Carson's 2005 Toyota Highlander was found Thursday less than a mile from where she was discovered shot to death early Wednesday, just outside Chapel Hill's downtown.
Curran could not say how long the sport utility vehicle had been there but said police think that in the hours before Carson, 22, died, the vehicle was driven from the cottage she shared with four roommates.
"I can't tell you why I think that, but I'm confident it was," Curran said. "We think that whoever perpetrated the crime was at some point in that car."
A woman reported the car to police about 2 p.m. after seeing it parked on a dead-end stub of North Street, around the corner from Carson's house at 202 Friendly Lane.
"I wasn't even paying attention," said Erin Rice, who was listening to the news on the radio. "And I said, 'Oh, there's a blue Highlander' ... and my heart just starts pounding."
The day before, a report of gunshots had led police to the Hillcrest neighborhood, a collection of architectural gems on a rolling, wooded hilltop northeast of the UNC-CH campus. Police found Carson with gunshot wounds, including one to the head, about 5:15 a.m.
Carson was wearing a dark blue T-shirt, gray sweat pants and white athletic shoes but carried nothing that might have helped police identify her. Carson's roommates identified her body Thursday morning. A man at the house later Thursday declined to comment.
They left; she stayed
Police don't know why she would have been out so early Wednesday. Her roommates told police that they'd gone out at 1:30 a.m. Wednesday and that she had stayed home alone to study.
"She was an extraordinarily busy woman, and it wasn't unusual for her to go to the office in the middle of the night," Curran said.
This is the second homicide in Chapel Hill this year.
"We have very few homicides in Chapel Hill," said Curran, who has worked for the department since the late 1980s. "I can't recall any when we didn't know who the person was pretty much from the get-go."
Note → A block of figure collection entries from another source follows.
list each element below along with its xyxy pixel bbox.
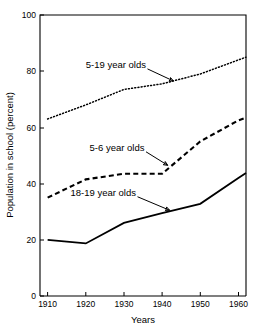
x-tick-label-1940: 1940 bbox=[153, 299, 172, 309]
x-tick-label-1920: 1920 bbox=[76, 299, 95, 309]
x-tick-label-1960: 1960 bbox=[229, 299, 248, 309]
y-tick-label-100: 100 bbox=[22, 10, 36, 20]
x-tick-label-1950: 1950 bbox=[191, 299, 210, 309]
x-axis-title: Years bbox=[131, 314, 155, 325]
y-tick-label-80: 80 bbox=[27, 66, 37, 76]
series-annotation-18-19-year-olds: 18-19 year olds bbox=[71, 187, 137, 198]
x-tick-label-1910: 1910 bbox=[38, 299, 57, 309]
y-tick-label-60: 60 bbox=[27, 123, 37, 133]
series-annotation-5-6-year-olds: 5-6 year olds bbox=[90, 142, 145, 153]
series-annotation-5-19-year-olds: 5-19 year olds bbox=[86, 59, 146, 70]
line-chart: 0 20 40 60 80 100 1910 1920 1930 1940 19… bbox=[0, 0, 254, 329]
x-tick-label-1930: 1930 bbox=[115, 299, 134, 309]
chart-figure: 0 20 40 60 80 100 1910 1920 1930 1940 19… bbox=[0, 0, 254, 329]
y-tick-label-0: 0 bbox=[31, 291, 36, 301]
y-tick-label-20: 20 bbox=[27, 235, 37, 245]
y-tick-label-40: 40 bbox=[27, 179, 37, 189]
y-axis-title: Population in school (percent) bbox=[4, 92, 15, 218]
chart-background bbox=[0, 0, 254, 329]
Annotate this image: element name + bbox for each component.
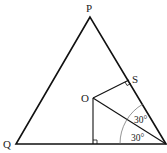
label-q: Q — [3, 138, 11, 150]
label-p: P — [86, 2, 92, 14]
label-o: O — [81, 92, 89, 104]
segment-os — [93, 80, 129, 98]
label-s: S — [132, 73, 138, 85]
geometry-diagram: P Q O S 30° 30° — [0, 0, 167, 153]
angle-label-upper: 30° — [134, 115, 148, 125]
angle-label-lower: 30° — [131, 133, 145, 143]
segment-or — [93, 98, 166, 144]
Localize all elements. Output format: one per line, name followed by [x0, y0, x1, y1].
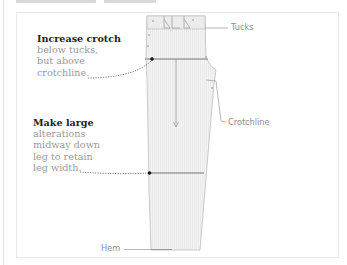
midleg-note-title: Make large — [33, 117, 100, 128]
crotch-marker-dot — [150, 57, 154, 61]
midleg-note-line: midway down — [33, 139, 100, 150]
crotch-note-line: but above — [37, 55, 121, 66]
midleg-note-line: leg width. — [33, 162, 100, 173]
tucks-label: Tucks — [231, 22, 253, 32]
midleg-note: Make large alterations midway down leg t… — [33, 117, 100, 173]
midleg-note-line: leg to retain — [33, 151, 100, 162]
tucks-region — [147, 16, 205, 29]
trouser-pattern-piece — [146, 16, 216, 250]
crotch-note: Increase crotch below tucks, but above c… — [37, 33, 121, 78]
crotch-note-title: Increase crotch — [37, 33, 121, 44]
crotch-note-line: crotchline. — [37, 67, 121, 78]
midleg-note-line: alterations — [33, 128, 100, 139]
crotchline-label: Crotchline — [228, 117, 270, 127]
midleg-marker-dot — [148, 171, 152, 175]
crotch-note-line: below tucks, — [37, 44, 121, 55]
hem-label: Hem — [101, 243, 120, 253]
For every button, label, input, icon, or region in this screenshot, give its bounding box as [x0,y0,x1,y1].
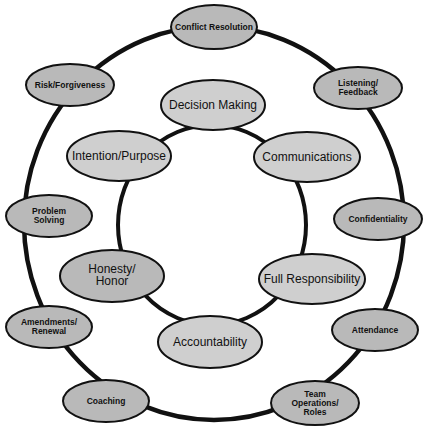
svg-text:Coaching: Coaching [87,396,126,406]
inner-node-intention-purpose: Intention/Purpose [67,131,171,181]
node-label: Honor [96,274,129,288]
node-label: Roles [303,407,326,417]
outer-node-attendance: Attendance [332,309,418,351]
svg-text:Full Responsibility: Full Responsibility [264,272,361,286]
node-label: Coaching [87,396,126,406]
node-label: Risk/Forgiveness [35,80,106,90]
svg-text:Attendance: Attendance [352,325,399,335]
outer-node-team-operations-roles: TeamOperations/Roles [271,381,359,425]
team-values-diagram: Conflict Resolution Listening/Feedback C… [0,0,425,428]
svg-text:Accountability: Accountability [173,335,247,349]
svg-text:Risk/Forgiveness: Risk/Forgiveness [35,80,106,90]
node-label: Communications [262,150,351,164]
outer-node-listening-feedback: Listening/Feedback [314,67,402,109]
outer-node-problem-solving: ProblemSolving [6,195,92,237]
svg-text:ProblemSolving: ProblemSolving [32,206,66,225]
node-label: Intention/Purpose [72,149,166,163]
node-label: Full Responsibility [264,272,361,286]
outer-node-coaching: Coaching [63,380,149,422]
svg-text:Conflict Resolution: Conflict Resolution [175,22,253,32]
node-label: Conflict Resolution [175,22,253,32]
node-label: Accountability [173,335,247,349]
node-label: Decision Making [169,98,257,112]
outer-node-conflict-resolution: Conflict Resolution [171,5,257,49]
inner-node-decision-making: Decision Making [161,80,265,130]
node-label: Solving [34,215,65,225]
inner-node-accountability: Accountability [158,316,262,368]
svg-text:Decision Making: Decision Making [169,98,257,112]
svg-text:Confidentiality: Confidentiality [348,214,407,224]
inner-node-honesty-honor: Honesty/Honor [60,250,164,302]
svg-text:Intention/Purpose: Intention/Purpose [72,149,166,163]
node-label: Confidentiality [348,214,407,224]
node-label: Attendance [352,325,399,335]
svg-text:Listening/Feedback: Listening/Feedback [338,78,379,97]
node-label: Feedback [338,87,377,97]
node-label: Renewal [32,326,67,336]
inner-node-communications: Communications [254,132,360,182]
outer-node-risk-forgiveness: Risk/Forgiveness [26,64,114,106]
outer-node-amendments-renewal: Amendments/Renewal [6,306,92,348]
inner-node-full-responsibility: Full Responsibility [259,254,365,304]
outer-node-confidentiality: Confidentiality [334,198,422,240]
svg-text:Communications: Communications [262,150,351,164]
The police chief said the last time a UNC student was slain in Chapel Hill was in 1995, when Wendell Williamson, a law student who had threatened other students and caused disturbances on campus, opened fire on several people on Henderson Street. He shot lacrosse player Kevin Reichardt, 20, knocking him from his bicycle, then fired again, killing Reichardt as he tried to crawl away.
Curran said investigators were in contact with police in Auburn, Ala., where a university freshman, hailing from Georgia as Carson did, was killed this week. "It appears to be unlikely that they're connected," he said.
Like Curran, District Attorney James Woodall attended an assembly that drew thousands of students to Polk Place on campus Thursday. He said random crimes are often hard to solve, but he thinks the Chapel Hill Police Department can solve this one.
"It takes time and it takes legwork to solve random crimes," Woodall said.